I just found about the results of some qualitative interviews done with black bloggers by Antoinette Pole from posts by Cobb and Prometheus 6. The results of her interviews suggest that black bloggers are likely to blog about racial issues and likely to use their blogs to exhort their readers to political action. This work is better done than not, because it gives us a snapshot of what black bloggers who proclaim to be interested in politics are doing, and also because there is a whole swath of research about black internet usage that has yet to be conducted. Finally as both bloggers imply this comes right on the heels of Shaquanda Cotton.

but yet and still it is important to note that Pole herself recognizes that her research is exploratory. What this means is that she plans to use her qualitative interviews to generate a set of hypotheses that can themselves be much more rigorously tested. To wit given our recent discussion about the role of black political bloggers we still don’t know three critical things:

1. To what degree are bloggers doing what they say they are doing?

There are approximately 300 blogs that are both helmed by black men and women and deal with politics. But we don’t really know whether the bloggers in general are doing what this subsample says they are doing. What is needed here is content analysis. Take a random sample of blogs, enough posts from each blog to be representative, then generate some type of content schematic.

2. To what degree are readers listening to them and following through?

Among the claims being made is that black bloggers routinely get their readers to think about and participate in politics. But we have no idea whether readers are actually engaging in this activity. In fact I don’t think we know much about how readers approach blogs at all. Hell it is hard enough to figure out how many real readers each of us actually has much less figure out what type of activities they are engaging in because we tell them to. A routine email message sent to a loved one may have more staying power and greater effect in real life than one of our pieces, the Shaquanda Cotton case notwithstanding.

3. To what degree are bloggers connected to brick and mortar networks and pursuing the same ends through them?

So many of us “live” online that it can be easy to take what we do here and make much larger claims. And it becomes much easier when something like the Cotton case spurs us to action. But how many of us are actually involved in real social networks through which we can influence folks and change systems? The folks at blackprof.com for example are training black lawyers, but that’s part of their gig. I’m training undergrads, grads, and speaking on NPR, but that’s part of my gig. Marc Lamont Hill does much more media work than most of us but is on the same program. But how many of us are members of organizations on the ground? I’ve said before that the fact that we are dispersed and our networks are decentralized is more of a strength than some think. But at the same time I also believe that change starts locally (like in the Cotton case) and spreads outward. And that necessitates some type of real world connections with people doing real work.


### [ACTIVITY]
Search the entries below for the word "fraction" and copy each line that has it.

### [SOURCE MATERIAL]

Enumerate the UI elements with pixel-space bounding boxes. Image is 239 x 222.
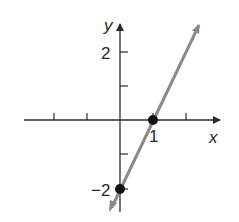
point-x-intercept (148, 115, 158, 125)
y-tick-label-2: 2 (101, 44, 110, 63)
chart-canvas: y 2 −2 1 x (0, 0, 239, 222)
x-tick-label-1: 1 (149, 127, 158, 146)
y-axis-label: y (103, 16, 114, 35)
y-tick-label-neg2: −2 (91, 181, 110, 200)
point-y-intercept (115, 184, 125, 194)
x-axis-label: x (208, 128, 218, 147)
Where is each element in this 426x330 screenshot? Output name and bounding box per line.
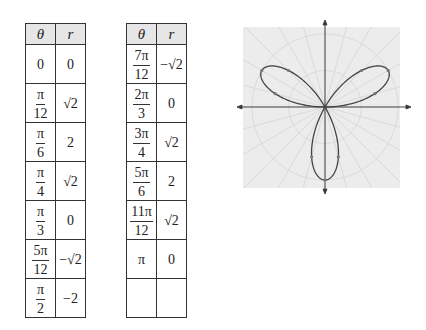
r-cell: √2 — [56, 84, 86, 123]
theta-header: θ — [26, 24, 56, 45]
arrow-up-icon — [323, 20, 327, 25]
theta-value: π — [138, 252, 145, 267]
r-cell: √2 — [56, 162, 86, 201]
theta-fraction: 5π12 — [32, 244, 48, 277]
numerator: 5π — [32, 244, 48, 261]
theta-cell: π2 — [26, 279, 56, 318]
table-row: π0 — [127, 240, 187, 279]
r-cell: 0 — [56, 201, 86, 240]
arrow-down-icon — [323, 189, 327, 194]
theta-fraction: 3π4 — [133, 127, 149, 160]
theta-cell: 11π12 — [127, 201, 157, 240]
table-row: 11π12√2 — [127, 201, 187, 240]
arrow-left-icon — [237, 105, 242, 109]
table-row: 5π62 — [127, 162, 187, 201]
table-row: 7π12−√2 — [127, 45, 187, 84]
r-value: √2 — [63, 174, 78, 189]
theta-cell: π6 — [26, 123, 56, 162]
numerator: 5π — [133, 166, 149, 183]
table-row: 2π30 — [127, 84, 187, 123]
table-row: π62 — [26, 123, 86, 162]
table-row: 5π12−√2 — [26, 240, 86, 279]
data-point — [274, 92, 277, 95]
values-table-1: θ r 00π12√2π62π4√2π305π12−√2π2−2 — [25, 23, 86, 318]
r-header: r — [56, 24, 86, 45]
theta-fraction: 2π3 — [133, 88, 149, 121]
numerator: π — [36, 283, 45, 300]
r-cell: −√2 — [56, 240, 86, 279]
theta-fraction: π3 — [36, 205, 45, 238]
theta-cell: π4 — [26, 162, 56, 201]
data-point — [387, 69, 390, 72]
theta-fraction: π6 — [36, 127, 45, 160]
theta-fraction: 5π6 — [133, 166, 149, 199]
r-cell: 0 — [56, 45, 86, 84]
r-value: 2 — [67, 135, 74, 150]
denominator: 12 — [135, 222, 149, 238]
arrow-right-icon — [406, 105, 411, 109]
numerator: 7π — [133, 49, 149, 66]
theta-fraction: 11π12 — [130, 205, 153, 238]
numerator: 11π — [130, 205, 153, 222]
r-value: 0 — [168, 252, 175, 267]
r-cell: 0 — [157, 84, 187, 123]
r-cell: −√2 — [157, 45, 187, 84]
r-cell: 2 — [157, 162, 187, 201]
r-cell: √2 — [157, 201, 187, 240]
theta-cell: 2π3 — [127, 84, 157, 123]
theta-cell: 3π4 — [127, 123, 157, 162]
denominator: 6 — [37, 144, 44, 160]
denominator: 3 — [37, 222, 44, 238]
r-cell: √2 — [157, 123, 187, 162]
data-point — [373, 92, 376, 95]
r-value: −√2 — [59, 252, 82, 267]
r-cell: 0 — [157, 240, 187, 279]
data-point — [260, 69, 263, 72]
numerator: 2π — [133, 88, 149, 105]
r-value: √2 — [164, 213, 179, 228]
denominator: 12 — [34, 105, 48, 121]
theta-header: θ — [127, 24, 157, 45]
theta-fraction: π4 — [36, 166, 45, 199]
r-value: 2 — [168, 174, 175, 189]
data-point — [337, 155, 340, 158]
table-row: 3π4√2 — [127, 123, 187, 162]
numerator: π — [36, 88, 45, 105]
r-value: 0 — [67, 57, 74, 72]
r-value: √2 — [164, 135, 179, 150]
table-row — [127, 279, 187, 318]
denominator: 3 — [138, 105, 145, 121]
r-header: r — [157, 24, 187, 45]
polar-rose-plot — [230, 15, 420, 200]
values-table-2: θ r 7π12−√22π303π4√25π6211π12√2π0 — [126, 23, 187, 318]
theta-fraction: π12 — [34, 88, 48, 121]
theta-cell: 5π12 — [26, 240, 56, 279]
r-cell — [157, 279, 187, 318]
table-row: π12√2 — [26, 84, 86, 123]
denominator: 4 — [138, 144, 145, 160]
data-point — [310, 155, 313, 158]
r-cell: −2 — [56, 279, 86, 318]
theta-cell: π — [127, 240, 157, 279]
theta-cell: 7π12 — [127, 45, 157, 84]
theta-cell: 5π6 — [127, 162, 157, 201]
denominator: 2 — [37, 300, 44, 316]
r-value: 0 — [67, 213, 74, 228]
data-point — [323, 178, 326, 181]
denominator: 6 — [138, 183, 145, 199]
r-value: √2 — [63, 96, 78, 111]
numerator: π — [36, 205, 45, 222]
theta-cell: 0 — [26, 45, 56, 84]
theta-value: 0 — [37, 57, 44, 72]
theta-fraction: 7π12 — [133, 49, 149, 82]
table-row: π4√2 — [26, 162, 86, 201]
data-point — [287, 69, 290, 72]
r-value: 0 — [168, 96, 175, 111]
r-cell: 2 — [56, 123, 86, 162]
data-point — [360, 69, 363, 72]
theta-cell: π12 — [26, 84, 56, 123]
table-row: 00 — [26, 45, 86, 84]
table-row: π2−2 — [26, 279, 86, 318]
theta-cell — [127, 279, 157, 318]
table-row: π30 — [26, 201, 86, 240]
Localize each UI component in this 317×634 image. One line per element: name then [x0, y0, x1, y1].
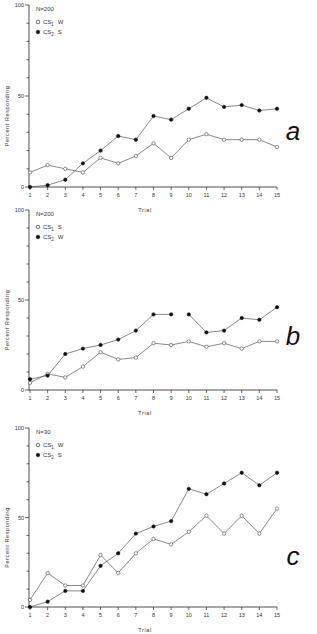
filled-circle-marker-icon [36, 235, 40, 239]
open-data-point [205, 514, 208, 517]
open-data-point [152, 142, 155, 145]
legend-item-2: CS2S [43, 452, 62, 460]
x-tick-label: 3 [64, 395, 67, 401]
open-data-point [275, 340, 278, 343]
open-data-point [28, 381, 31, 384]
open-data-point [117, 358, 120, 361]
open-data-point [64, 167, 67, 170]
filled-data-point [222, 329, 225, 332]
filled-data-point [81, 589, 84, 592]
filled-data-point [64, 352, 67, 355]
filled-data-point [152, 114, 155, 117]
y-tick-label: 0 [21, 387, 24, 393]
filled-data-point [117, 338, 120, 341]
filled-data-point [152, 313, 155, 316]
open-data-point [99, 156, 102, 159]
open-data-point [169, 543, 172, 546]
filled-data-point [134, 532, 137, 535]
filled-data-point [240, 103, 243, 106]
open-data-point [134, 552, 137, 555]
open-data-point [240, 514, 243, 517]
x-tick-label: 12 [221, 612, 227, 618]
filled-data-point [222, 105, 225, 108]
filled-data-point [205, 96, 208, 99]
x-tick-label: 14 [256, 612, 262, 618]
filled-data-point [187, 313, 190, 316]
x-tick-label: 12 [221, 395, 227, 401]
filled-data-point [64, 589, 67, 592]
chart-panel-c: 050100Percent Responding1234567891011121… [4, 425, 300, 633]
y-axis-title: Percent Responding [4, 507, 10, 568]
open-data-point [152, 537, 155, 540]
open-data-point [240, 347, 243, 350]
filled-data-point [134, 138, 137, 141]
filled-data-point [46, 183, 49, 186]
y-axis-title: Percent Responding [4, 86, 10, 147]
filled-data-point [205, 493, 208, 496]
x-tick-label: 10 [186, 612, 192, 618]
x-tick-label: 6 [117, 192, 120, 198]
filled-data-point [275, 471, 278, 474]
filled-data-point [64, 178, 67, 181]
open-data-point [117, 162, 120, 165]
filled-data-point [258, 109, 261, 112]
filled-data-point [99, 564, 102, 567]
open-data-point [81, 365, 84, 368]
filled-data-point [99, 343, 102, 346]
open-data-point [99, 351, 102, 354]
y-tick-label: 50 [18, 93, 24, 99]
x-tick-label: 9 [170, 192, 173, 198]
x-tick-label: 11 [204, 395, 210, 401]
y-tick-label: 100 [15, 2, 24, 8]
open-data-point [81, 584, 84, 587]
figure: 050100Percent Responding1234567891011121… [0, 0, 317, 634]
x-axis-title: Trial [138, 627, 152, 633]
x-tick-label: 14 [256, 395, 262, 401]
y-tick-label: 50 [18, 515, 24, 521]
x-tick-label: 7 [134, 395, 137, 401]
x-tick-label: 1 [28, 395, 31, 401]
x-tick-label: 6 [117, 612, 120, 618]
open-data-point [275, 507, 278, 510]
x-tick-label: 13 [239, 192, 245, 198]
y-tick-label: 50 [18, 297, 24, 303]
open-data-point [222, 532, 225, 535]
x-tick-label: 8 [152, 192, 155, 198]
filled-data-point [152, 525, 155, 528]
filled-data-point [222, 482, 225, 485]
legend-item-1: CS1W [43, 442, 64, 450]
x-tick-label: 4 [81, 395, 84, 401]
x-tick-label: 14 [256, 192, 262, 198]
open-data-point [258, 532, 261, 535]
open-data-point [275, 145, 278, 148]
y-axis-title: Percent Responding [4, 290, 10, 351]
x-tick-label: 5 [99, 395, 102, 401]
x-tick-label: 4 [81, 612, 84, 618]
open-data-point [46, 163, 49, 166]
open-data-point [117, 571, 120, 574]
x-tick-label: 3 [64, 612, 67, 618]
filled-data-point [169, 519, 172, 522]
filled-data-point [117, 134, 120, 137]
y-tick-label: 100 [15, 425, 24, 431]
filled-data-point [46, 600, 49, 603]
open-circle-marker-icon [36, 225, 40, 229]
x-tick-label: 7 [134, 192, 137, 198]
legend-item-1: CS1W [43, 19, 64, 27]
open-data-point [258, 138, 261, 141]
open-data-point [205, 133, 208, 136]
filled-data-point [275, 107, 278, 110]
open-data-point [187, 530, 190, 533]
filled-data-point [187, 107, 190, 110]
filled-data-point [187, 487, 190, 490]
x-tick-label: 2 [46, 612, 49, 618]
n-label: N=30 [36, 429, 51, 435]
x-tick-label: 15 [274, 192, 280, 198]
n-label: N=200 [36, 6, 55, 12]
filled-data-point [169, 118, 172, 121]
x-tick-label: 6 [117, 395, 120, 401]
open-data-point [240, 138, 243, 141]
panel-letter: b [286, 321, 300, 351]
open-circle-marker-icon [36, 443, 40, 447]
filled-data-point [258, 484, 261, 487]
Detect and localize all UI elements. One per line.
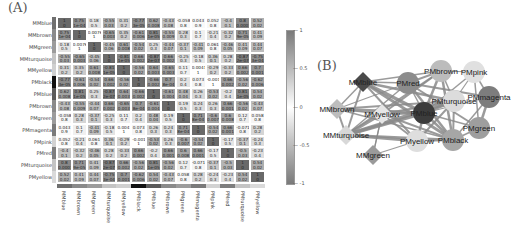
heatmap-cell: 0.520.02 <box>57 171 72 183</box>
heatmap-cell: -0.753e-04 <box>250 53 265 65</box>
heatmap-cell: 0.660.002 <box>235 64 250 76</box>
panel-a-label: (A) <box>8 0 28 15</box>
heatmap-cell: 0.811e-05 <box>72 88 87 100</box>
node-label: PMbrown <box>424 67 458 76</box>
network-nodes: MMblueMMbrownMMyellowMMturquoiseMMgreenP… <box>319 60 511 165</box>
column-module-color <box>250 184 265 188</box>
column-module-color <box>102 184 117 188</box>
heatmap-cell: -0.610.006 <box>72 76 87 88</box>
heatmap-cell: 0.250.3 <box>87 88 102 100</box>
heatmap-cell: 0.0730.8 <box>191 76 206 88</box>
heatmap-cell: 0.0730.8 <box>131 124 146 136</box>
heatmap-cell: -0.550.009 <box>72 100 87 112</box>
heatmap-cell: 0.00411 <box>191 64 206 76</box>
heatmap-cell: 0.719e-05 <box>72 159 87 171</box>
column-module-color <box>220 184 235 188</box>
heatmap-cell: -0.290.2 <box>116 136 131 148</box>
heatmap-cell: 0.10.7 <box>72 124 87 136</box>
heatmap-cell: -0.0710.8 <box>235 124 250 136</box>
heatmap-cell: -0.620.006 <box>131 171 146 183</box>
heatmap-cell: 0.718e-04 <box>191 112 206 124</box>
column-module-color <box>235 184 250 188</box>
heatmap-cell: -0.210.4 <box>72 136 87 148</box>
heatmap-cell: 0.0610.8 <box>206 41 221 53</box>
heatmap-cell: -0.320.2 <box>72 147 87 159</box>
heatmap-cell: 0.360.1 <box>206 53 221 65</box>
column-module-color <box>176 184 191 188</box>
heatmap-cell: -0.410.09 <box>87 124 102 136</box>
node-label: PMpink <box>461 68 489 77</box>
row-module-color <box>52 100 56 112</box>
heatmap-cell: -0.560.02 <box>235 76 250 88</box>
heatmap-cell: 10 <box>131 76 146 88</box>
heatmap-cell: 0.660.001 <box>220 100 235 112</box>
column-label: PMgreen <box>180 191 186 213</box>
module-network-graph: MMblueMMbrownMMyellowMMturquoiseMMgreenP… <box>300 30 517 200</box>
column-module-color <box>116 184 131 188</box>
heatmap-cell: -0.170.5 <box>206 147 221 159</box>
row-module-color <box>52 76 56 88</box>
row-label: PMbrown <box>29 103 52 109</box>
heatmap-cell: -0.370.1 <box>87 112 102 124</box>
heatmap-cell: 0.480.04 <box>146 112 161 124</box>
column-module-color <box>57 184 72 188</box>
heatmap-cell: -0.370.1 <box>235 136 250 148</box>
column-module-color <box>191 184 206 188</box>
column-module-color <box>131 184 146 188</box>
heatmap-cell: 0.540.02 <box>146 171 161 183</box>
heatmap-cell: 0.260.3 <box>206 100 221 112</box>
heatmap-cell: -0.872e-07 <box>102 159 117 171</box>
column-label: PMturquoise <box>240 191 246 222</box>
heatmap-cell: 0.610.008 <box>87 64 102 76</box>
heatmap-cell: -0.660.002 <box>131 88 146 100</box>
heatmap-cell: -0.540.02 <box>87 76 102 88</box>
heatmap-cell: -0.773e-05 <box>131 17 146 29</box>
heatmap-cell: -0.210.4 <box>206 29 221 41</box>
heatmap-cell: -0.610.004 <box>161 88 176 100</box>
heatmap-cell: -0.290.2 <box>206 64 221 76</box>
row-label: MMturquoise <box>20 56 52 62</box>
heatmap-cell: 0.110.7 <box>116 112 131 124</box>
heatmap-cell: -0.753e-04 <box>102 171 117 183</box>
heatmap-cell: -0.620.006 <box>250 76 265 88</box>
heatmap-cell: -0.230.4 <box>220 171 235 183</box>
heatmap-cell: -0.250.3 <box>176 53 191 65</box>
heatmap-cell: -0.560.02 <box>116 76 131 88</box>
heatmap-cell: 0.190.5 <box>161 112 176 124</box>
heatmap-cell: 0.60.008 <box>176 147 191 159</box>
heatmap-cell: 0.190.5 <box>176 100 191 112</box>
heatmap-cell: -0.0580.8 <box>57 112 72 124</box>
heatmap-cell: -0.0710.8 <box>191 159 206 171</box>
heatmap-cell: -0.00141 <box>131 136 146 148</box>
heatmap-cell: 10 <box>220 147 235 159</box>
column-module-color <box>206 184 221 188</box>
heatmap-cell: 10 <box>191 124 206 136</box>
node-label: MMturquoise <box>323 131 370 140</box>
heatmap-cell: 0.660.002 <box>220 76 235 88</box>
heatmap-cell: 0.0430.9 <box>191 17 206 29</box>
heatmap-cell: 0.350.2 <box>72 64 87 76</box>
heatmap-cell: 0.280.2 <box>220 53 235 65</box>
heatmap-cell: -0.540.02 <box>131 41 146 53</box>
heatmap-cell: -0.540.02 <box>206 124 221 136</box>
column-label: MMyellow <box>121 191 127 216</box>
heatmap-cell: -0.240.3 <box>206 171 221 183</box>
heatmap-cell: 0.350.2 <box>116 29 131 41</box>
heatmap-cell: 0.310.2 <box>57 64 72 76</box>
row-module-color <box>52 147 56 159</box>
heatmap-cell: 0.640.003 <box>146 64 161 76</box>
heatmap-cell: 0.260.3 <box>161 136 176 148</box>
heatmap-cell: 0.80.0007 <box>57 159 72 171</box>
node-label: PMred <box>396 79 420 88</box>
heatmap-cell: -0.430.07 <box>250 100 265 112</box>
heatmap-cell: -0.430.08 <box>57 100 72 112</box>
heatmap-cell: 0.78e-04 <box>161 76 176 88</box>
heatmap-cell: 0.811e-05 <box>146 159 161 171</box>
heatmap-cell: 0.410.09 <box>87 159 102 171</box>
row-module-color <box>52 53 56 65</box>
node-label: PMgreen <box>463 124 495 133</box>
heatmap-cell: -0.560.02 <box>161 159 176 171</box>
node-label: PMyellow <box>400 137 434 146</box>
heatmap-cell: -0.20.4 <box>220 88 235 100</box>
heatmap-cell: -0.460.05 <box>87 147 102 159</box>
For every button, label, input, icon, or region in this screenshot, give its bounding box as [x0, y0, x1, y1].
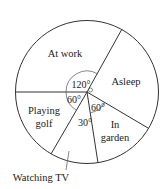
label-watching-tv: Watching TV [13, 172, 70, 183]
label-playing-golf-line1: Playing [28, 105, 61, 116]
label-asleep: Asleep [111, 76, 140, 87]
label-in-garden-line1: In [111, 119, 120, 130]
label-at-work: At work [48, 48, 83, 59]
label-playing-golf-line2: golf [36, 118, 53, 129]
angle-label-tv: 30° [78, 117, 92, 128]
label-in-garden-line2: garden [101, 132, 130, 143]
angle-label-golf: 60° [67, 94, 81, 105]
pie-chart: At work Asleep Playing golf In garden 12… [0, 0, 168, 189]
angle-label-at-work: 120° [72, 79, 91, 90]
angle-label-garden: 60° [91, 102, 105, 113]
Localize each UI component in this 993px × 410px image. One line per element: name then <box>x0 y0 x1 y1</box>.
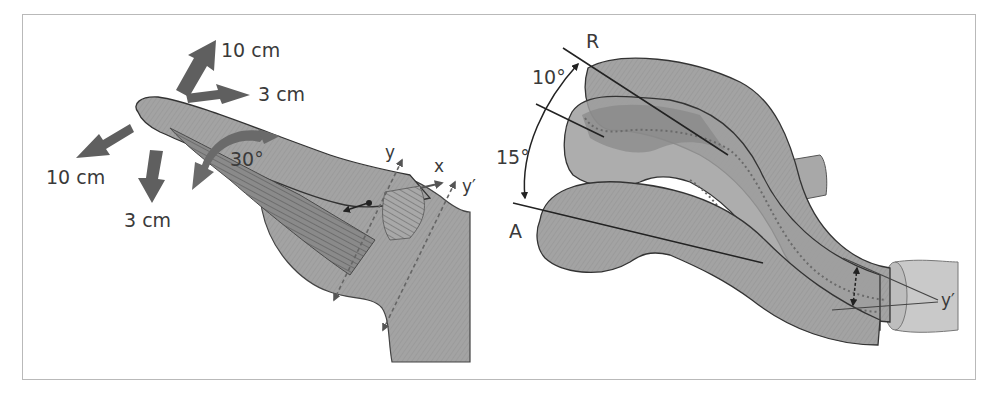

### [EXERCISE SOLUTION]
theta-fraction: 5π12 — [32, 244, 48, 277]
theta-fraction: 3π4 — [133, 127, 149, 160]
theta-fraction: 2π3 — [133, 88, 149, 121]
theta-fraction: π3 — [36, 205, 45, 238]
theta-fraction: π6 — [36, 127, 45, 160]
theta-fraction: 5π6 — [133, 166, 149, 199]
theta-fraction: 11π12 — [130, 205, 153, 238]
theta-fraction: π4 — [36, 166, 45, 199]
theta-fraction: π12 — [34, 88, 48, 121]
theta-fraction: 7π12 — [133, 49, 149, 82]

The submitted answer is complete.